For The Perfect Béchamel Sauce, Avoid Direct Heat At All Costs

Even if you're not a professional chef, there's a good chance you've at least tried a tasty béchamel sauce at some point. It's a quintessential white sauce often made with a base of melted butter and flour whisked into milk or cream. The flour thickens in the liquid as the mixture simmers, yielding a supremely velvety texture. Making a perfect béchamel isn't complicated, and the ingredients list is small. Still, it takes finesse to get the silkiest, creamiest results without scorching the bottom. That's because, when it comes to constructing this time-honored sauce correctly, direct heat is your enemy.

Rather than placing your saucepan directly over a flame or induction burner, make your béchamel over indirect heat. Flat-top grills and standalone electric griddles are especially suited for this job because their broad surfaces can heat things uniformly, which allows for greater control over what's happening in the pot.

Griddles produce a steady, indirect heat

In your home kitchen, the griddle is one of the best sources of indirect heat available. While the cooktop is warmed from underneath, that heat gets dispersed across the flat surface efficiently. Using a griddle to heat your saucepan is a gentler way of cooking béchamel.

After the fat and flour have been made into a roux and the liquid has been whisked into the pot, the trickiest part of making béchamel is getting all of the sauce heated up to gelatinization temperature at the same time. Gelatinization occurs when the starch molecules in the flour absorb the liquid, swell, and then explode, which makes the sauce thick. Unlike water, which needs to reach 212 degrees Fahrenheit to boil, béchamel will gelatinize at around 124- to 140 degrees Fahrenheit, so you don't need much heat to achieve the perfect sauce. In fact, the lower the heat, the better — otherwise, the sauce on the bottom of the pot will cook first while the top still needs to come up to temperature.

Tips for improving this classic sauce

For the perfect béchamel, you'll want to whisk the sauce consistently. This will scrape away the hottest cooked layer that forms at the bottom of the pot and mix it with the rest of the sauce. If you were to cook your béchamel over high, direct heat, it would be near impossible to do this fast enough before it started to stick and smoke, which is why the griddle's steadier heat is vital.

Béchamel is considered one of the five French "mother" sauces, and it's used in all kinds of dishes — from homemade macaroni and cheese to soufflés. Its origins are thought to date back as far as the 17th century when it was served to France's King Louis XIV, and it hasn't changed all that much over the centuries. Many professional chefs likely have the ratio of equal parts fat to flour plus 10 parts milk committed to memory, but if you're not a culinary ratio person, keep in mind that 1½ ounces each of butter and flour will always thicken about a pint of milk or cream. Just make sure to go slow over low heat. Once the mixture starts to bubble and coats the back of a wooden spoon, your perfect béchamel sauce is ready.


Directions: Faithfully repeat each entry below, minus the pictures.
*** Raw data Section Begins ***
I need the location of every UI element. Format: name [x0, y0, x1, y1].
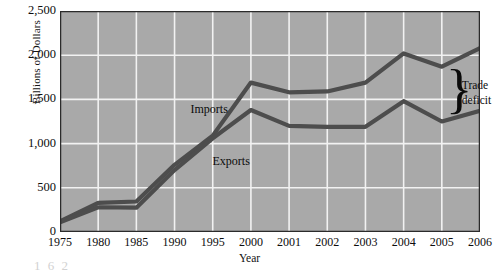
trade-deficit-label-line1: Trade [462, 79, 488, 92]
x-tick-label: 1985 [124, 235, 148, 250]
chart-canvas [60, 11, 480, 232]
x-tick-label: 2006 [468, 235, 492, 250]
x-tick-label: 2002 [315, 235, 339, 250]
x-tick-label: 1995 [201, 235, 225, 250]
x-tick-label: 2005 [430, 235, 454, 250]
y-axis-ticks: 05001,0001,5002,0002,500 [0, 0, 56, 272]
plot-area: Imports Exports } Trade deficit [60, 11, 480, 232]
x-tick-label: 2001 [277, 235, 301, 250]
x-tick-label: 1980 [86, 235, 110, 250]
x-tick-label: 1990 [163, 235, 187, 250]
y-axis-title: Billions of Dollars [30, 0, 42, 142]
x-tick-label: 2004 [392, 235, 416, 250]
x-tick-label: 2003 [353, 235, 377, 250]
x-tick-label: 1975 [48, 235, 72, 250]
series-label-imports: Imports [191, 102, 228, 117]
x-axis-ticks: 1975198019851990199520002001200220032004… [0, 235, 499, 253]
x-axis-title: Year [0, 252, 499, 264]
figure-caption-fragment: 1 6 2 [34, 258, 70, 272]
series-label-exports: Exports [213, 154, 250, 169]
trade-deficit-label-line2: deficit [462, 94, 491, 107]
y-tick-label: 500 [10, 181, 56, 194]
plot-background [60, 11, 480, 232]
trade-deficit-figure: 05001,0001,5002,0002,500 Billions of Dol… [0, 0, 499, 272]
x-tick-label: 2000 [239, 235, 263, 250]
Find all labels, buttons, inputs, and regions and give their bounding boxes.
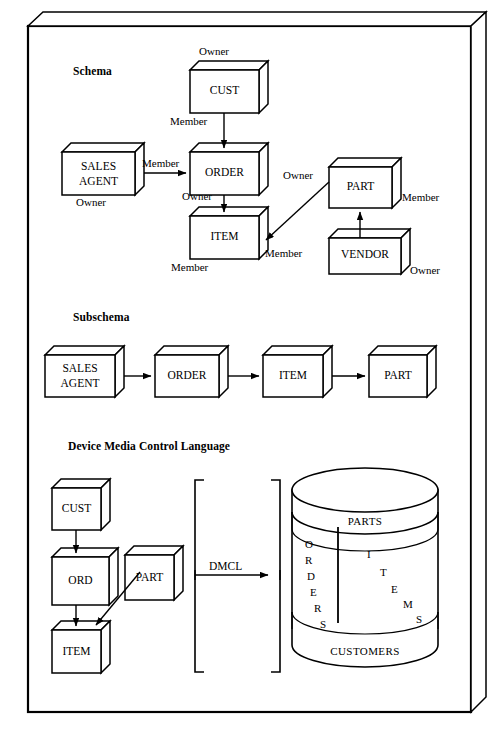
role-label-item-member-left: Member xyxy=(171,262,208,273)
role-label-sales-member: Member xyxy=(142,158,179,169)
role-label-sales-owner: Owner xyxy=(76,197,106,208)
section-heading-subschema: Subschema xyxy=(73,312,130,324)
subschema-box-label-order: ORDER xyxy=(155,370,219,382)
section-heading-dmcl: Device Media Control Language xyxy=(68,441,230,453)
subschema-box-label-part: PART xyxy=(369,370,427,382)
dmcl-box-label-part: PART xyxy=(125,572,174,584)
role-label-cust-member: Member xyxy=(170,116,207,127)
schema-box-label-sales-agent-line1: SALES xyxy=(62,160,135,173)
section-heading-schema: Schema xyxy=(73,66,112,78)
orders-letter: R xyxy=(314,602,321,614)
schema-box-label-vendor: VENDOR xyxy=(329,249,401,261)
role-label-item-member-right: Member xyxy=(265,248,302,259)
orders-letter: E xyxy=(310,586,317,598)
dmcl-arrow-label: DMCL xyxy=(209,561,242,573)
dmcl-box-label-cust: CUST xyxy=(52,503,101,515)
role-label-order-owner: Owner xyxy=(182,191,212,202)
subschema-box-label-sales-agent-line2: AGENT xyxy=(45,377,115,390)
orders-letter: D xyxy=(307,570,315,582)
diagram-canvas: Schema Subschema Device Media Control La… xyxy=(0,0,502,737)
database-label-customers: CUSTOMERS xyxy=(292,646,438,657)
role-label-part-owner: Owner xyxy=(283,170,313,181)
schema-box-label-order: ORDER xyxy=(190,167,259,179)
database-cylinder xyxy=(292,468,438,667)
schema-box-label-cust: CUST xyxy=(190,85,259,97)
subschema-box-label-sales-agent-line1: SALES xyxy=(45,362,115,375)
orders-letter: S xyxy=(320,618,326,630)
orders-letter: O xyxy=(305,538,313,550)
items-letter: M xyxy=(403,598,413,610)
role-label-cust-owner: Owner xyxy=(199,46,229,57)
items-letter: T xyxy=(380,566,387,578)
items-letter: I xyxy=(367,548,371,560)
items-letter: E xyxy=(391,583,398,595)
dmcl-box-label-ord: ORD xyxy=(52,575,109,587)
orders-letter: R xyxy=(305,554,312,566)
schema-box-label-sales-agent-line2: AGENT xyxy=(62,175,135,188)
database-label-parts: PARTS xyxy=(292,516,438,527)
role-label-vendor-owner: Owner xyxy=(410,265,440,276)
role-label-part-member: Member xyxy=(402,192,439,203)
dmcl-box-label-item: ITEM xyxy=(52,646,101,658)
items-letter: S xyxy=(416,613,422,625)
schema-box-label-part: PART xyxy=(329,181,392,193)
subschema-box-label-item: ITEM xyxy=(263,370,323,382)
schema-box-label-item: ITEM xyxy=(190,231,259,243)
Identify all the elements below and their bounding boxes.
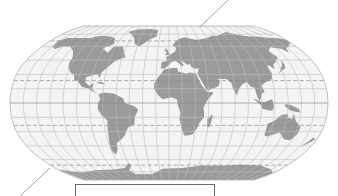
caption-box [75, 184, 215, 196]
world-map-figure [0, 0, 338, 196]
bottom-left-leader [20, 168, 50, 196]
world-map [0, 0, 338, 196]
top-right-leader [200, 0, 228, 27]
*** Raw data Section Ends ***
Answer area:
I need the location of every UI element. Format: name [x0, y0, x1, y1].
trade-deficit-label-line1: Trade [462, 79, 488, 92]
x-tick-label: 1985 [124, 235, 148, 250]
chart-canvas [60, 11, 480, 232]
x-tick-label: 2006 [468, 235, 492, 250]
x-tick-label: 2002 [315, 235, 339, 250]
x-tick-label: 1995 [201, 235, 225, 250]
x-tick-label: 2005 [430, 235, 454, 250]
y-axis-ticks: 05001,0001,5002,0002,500 [0, 0, 56, 272]
plot-area: Imports Exports } Trade deficit [60, 11, 480, 232]
x-tick-label: 2001 [277, 235, 301, 250]
x-tick-label: 1980 [86, 235, 110, 250]
x-tick-label: 1990 [163, 235, 187, 250]
y-axis-title: Billions of Dollars [30, 0, 42, 142]
x-tick-label: 2004 [392, 235, 416, 250]
x-tick-label: 2003 [353, 235, 377, 250]
x-tick-label: 1975 [48, 235, 72, 250]
series-label-imports: Imports [191, 102, 228, 117]
x-axis-ticks: 1975198019851990199520002001200220032004… [0, 235, 499, 253]
x-axis-title: Year [0, 252, 499, 264]
figure-caption-fragment: 1 6 2 [34, 258, 70, 272]
series-label-exports: Exports [213, 154, 250, 169]
trade-deficit-label-line2: deficit [462, 94, 491, 107]
y-tick-label: 500 [10, 181, 56, 194]
plot-background [60, 11, 480, 232]
trade-deficit-figure: 05001,0001,5002,0002,500 Billions of Dol… [0, 0, 499, 272]
x-tick-label: 2000 [239, 235, 263, 250]
Find all labels, buttons, inputs, and regions and give their bounding boxes.
role-label-item-member-left: Member xyxy=(171,262,208,273)
role-label-sales-member: Member xyxy=(142,158,179,169)
role-label-sales-owner: Owner xyxy=(76,197,106,208)
section-heading-subschema: Subschema xyxy=(73,312,130,324)
subschema-box-label-order: ORDER xyxy=(155,370,219,382)
section-heading-dmcl: Device Media Control Language xyxy=(68,441,230,453)
subschema-box-label-part: PART xyxy=(369,370,427,382)
dmcl-box-label-part: PART xyxy=(125,572,174,584)
role-label-cust-member: Member xyxy=(170,116,207,127)
schema-box-label-sales-agent-line1: SALES xyxy=(62,160,135,173)
section-heading-schema: Schema xyxy=(73,66,112,78)
orders-letter: R xyxy=(314,602,321,614)
schema-box-label-vendor: VENDOR xyxy=(329,249,401,261)
role-label-item-member-right: Member xyxy=(265,248,302,259)
orders-letter: E xyxy=(310,586,317,598)
dmcl-arrow-label: DMCL xyxy=(209,561,242,573)
dmcl-box-label-cust: CUST xyxy=(52,503,101,515)
role-label-order-owner: Owner xyxy=(182,191,212,202)
subschema-box-label-sales-agent-line2: AGENT xyxy=(45,377,115,390)
orders-letter: D xyxy=(307,570,315,582)
diagram-canvas: Schema Subschema Device Media Control La… xyxy=(0,0,502,737)
database-label-customers: CUSTOMERS xyxy=(292,646,438,657)
role-label-part-owner: Owner xyxy=(283,170,313,181)
schema-box-label-order: ORDER xyxy=(190,167,259,179)
database-cylinder xyxy=(292,468,438,667)
schema-box-label-cust: CUST xyxy=(190,85,259,97)
subschema-box-label-sales-agent-line1: SALES xyxy=(45,362,115,375)
orders-letter: S xyxy=(320,618,326,630)
orders-letter: O xyxy=(305,538,313,550)
items-letter: M xyxy=(403,598,413,610)
role-label-cust-owner: Owner xyxy=(199,46,229,57)
items-letter: T xyxy=(380,566,387,578)
items-letter: I xyxy=(367,548,371,560)
items-letter: E xyxy=(391,583,398,595)
dmcl-box-label-ord: ORD xyxy=(52,575,109,587)
orders-letter: R xyxy=(305,554,312,566)
schema-box-label-sales-agent-line2: AGENT xyxy=(62,175,135,188)
database-label-parts: PARTS xyxy=(292,516,438,527)
role-label-vendor-owner: Owner xyxy=(410,265,440,276)
role-label-part-member: Member xyxy=(402,192,439,203)
dmcl-box-label-item: ITEM xyxy=(52,646,101,658)
items-letter: S xyxy=(416,613,422,625)
schema-box-label-part: PART xyxy=(329,181,392,193)
subschema-box-label-item: ITEM xyxy=(263,370,323,382)
schema-box-label-item: ITEM xyxy=(190,231,259,243)
Identify all the elements below and their bounding boxes.
caption-box [75, 184, 215, 196]
world-map-figure [0, 0, 338, 196]
bottom-left-leader [20, 168, 50, 196]
world-map [0, 0, 338, 196]
top-right-leader [200, 0, 228, 27]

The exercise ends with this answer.